At first, I was terrified of riding in Italy. I had never ridden in a foreign country. But after several hours of riding wicked tight tornantes (Italian for hairpin bends), I didn’t want to get off the bike. We left the shores of Lake Como and climbed up to 4,000 feet of elevation in the countryside between the southern branches of the lake. My fingertips were already getting stiff when the patches of snow showed up on the sides of the road. Then my fingers just went numb. 
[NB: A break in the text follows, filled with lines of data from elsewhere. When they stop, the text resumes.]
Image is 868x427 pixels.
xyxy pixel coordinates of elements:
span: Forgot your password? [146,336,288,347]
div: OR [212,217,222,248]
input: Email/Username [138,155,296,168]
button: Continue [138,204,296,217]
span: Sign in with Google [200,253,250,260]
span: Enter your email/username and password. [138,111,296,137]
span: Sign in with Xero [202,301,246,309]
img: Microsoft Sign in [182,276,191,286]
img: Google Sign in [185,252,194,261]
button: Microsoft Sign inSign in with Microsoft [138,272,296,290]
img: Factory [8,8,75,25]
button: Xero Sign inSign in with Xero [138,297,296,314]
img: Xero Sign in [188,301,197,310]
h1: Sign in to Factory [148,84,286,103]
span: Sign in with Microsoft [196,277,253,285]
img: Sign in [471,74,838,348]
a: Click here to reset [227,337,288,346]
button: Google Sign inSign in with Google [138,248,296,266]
Being surrounded by so much beauty, classic architecture and adorable elderly Italians ambling across roads in front of me – or just watching me ride by from their stoops – frigid fingers were easy to ignore. After 100 kilometers of riding, we returned to Mandello del Lario for a factory tour and museum visit. Walking around the inner courtyards felt like taking a step back to the 1920s and ’30s, when these buildings were erected. In 1921, the factory was 3,230 square feet. By 1970, it had ballooned to 383,000 square feet. Much has changed; the wind tunnel built in the 1950s is no longer in use, but it was such a revolutionary testing mechanism that it remains intact and serves as a showpiece. Even though the grounds still have a pre-WWII feel and look, the guts of the buildings now house modern assembly lines, dyno rooms, offices and loading docks. 
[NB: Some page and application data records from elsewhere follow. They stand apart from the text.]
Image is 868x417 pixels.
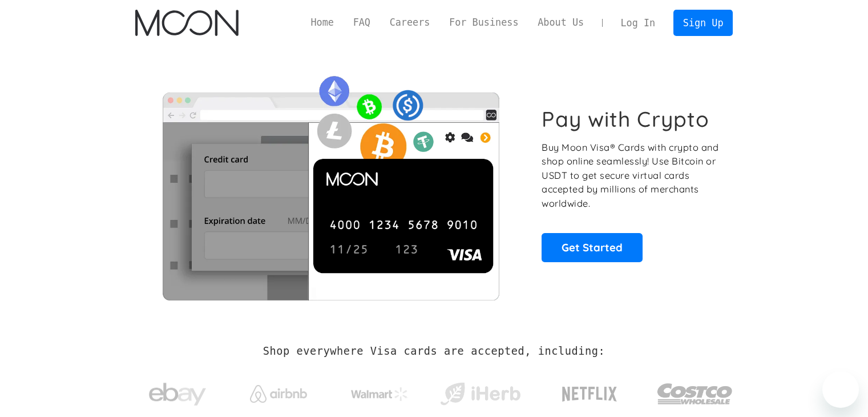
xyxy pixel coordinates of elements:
h2: Shop everywhere Visa cards are accepted, including: [264,345,605,357]
img: Netflix [561,380,618,408]
a: About Us [528,16,594,29]
img: ebay [149,376,206,412]
img: Costco [657,372,734,415]
img: Airbnb [250,384,307,402]
img: Moon Logo [136,10,239,36]
iframe: Botón para iniciar la ventana de mensajería [822,371,859,408]
h1: Pay with Crypto [542,106,710,132]
a: Sign Up [673,10,733,36]
img: iHerb [438,379,523,408]
p: Buy Moon Visa® Cards with crypto and shop online seamlessly! Use Bitcoin or USDT to get secure vi... [542,140,721,211]
img: Walmart [351,387,408,401]
a: home [136,10,239,36]
a: Netflix [539,368,641,414]
a: Walmart [337,376,422,406]
a: Careers [381,16,439,29]
a: iHerb [438,367,523,415]
a: Home [301,16,343,29]
a: Get Started [542,233,642,261]
a: Log In [611,10,665,36]
a: For Business [439,16,528,29]
a: FAQ [343,16,381,29]
a: Airbnb [236,374,321,408]
img: Moon Cards let you spend your crypto anywhere Visa is accepted. [136,68,526,300]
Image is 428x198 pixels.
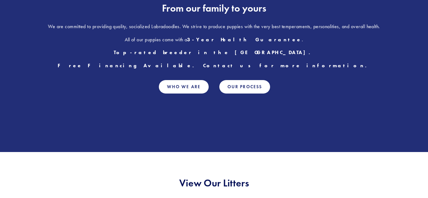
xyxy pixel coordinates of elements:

Standing near the final assembly area, we watched a red-coated inspector critically examine every Moto Guzzi. His process was meticulous, performed with mesmerizing precision. High season at the factory had just started, and the 120-employee workforce can push out 65 bikes a day, depending on the model. Yet, from the engine builders to the shipping department, nobody seemed to move with any kind of urgency. It’s not a race. It’s not how many or how fast; it’s about how good and how enjoyable. 

 

 

The number of Italian makers that have come and gone since the early 1900s is well into the hundreds. From Acerboni, Aermacchi and Aetos all the way to Zenit, Zepa and Zeta, a list of the defunct marques is as shocking as it is long. It also points out a striking realization that Moto Guzzi has done something special: It has survived wars, dictators, economic crashes, buyouts, major sales declines and model flops, and never once ceased production. And for nearly 100 years, they’ve done it all from a small Italian town that’s home to barely more than 10,000 citizens. 

You don’t have to travel all the way to Lake Como to experience a Moto Guzzi. No matter where you ride one, you’re going to experience the decades of development it took to give you that bike – the races done, the feats of endurance, the expeditions, the countless miles spent riding around the Dolomites. Moto Guzzi motorcycles may be manufactured behind a red metal gate, but they’re developed in the tornantes of Northern Italy.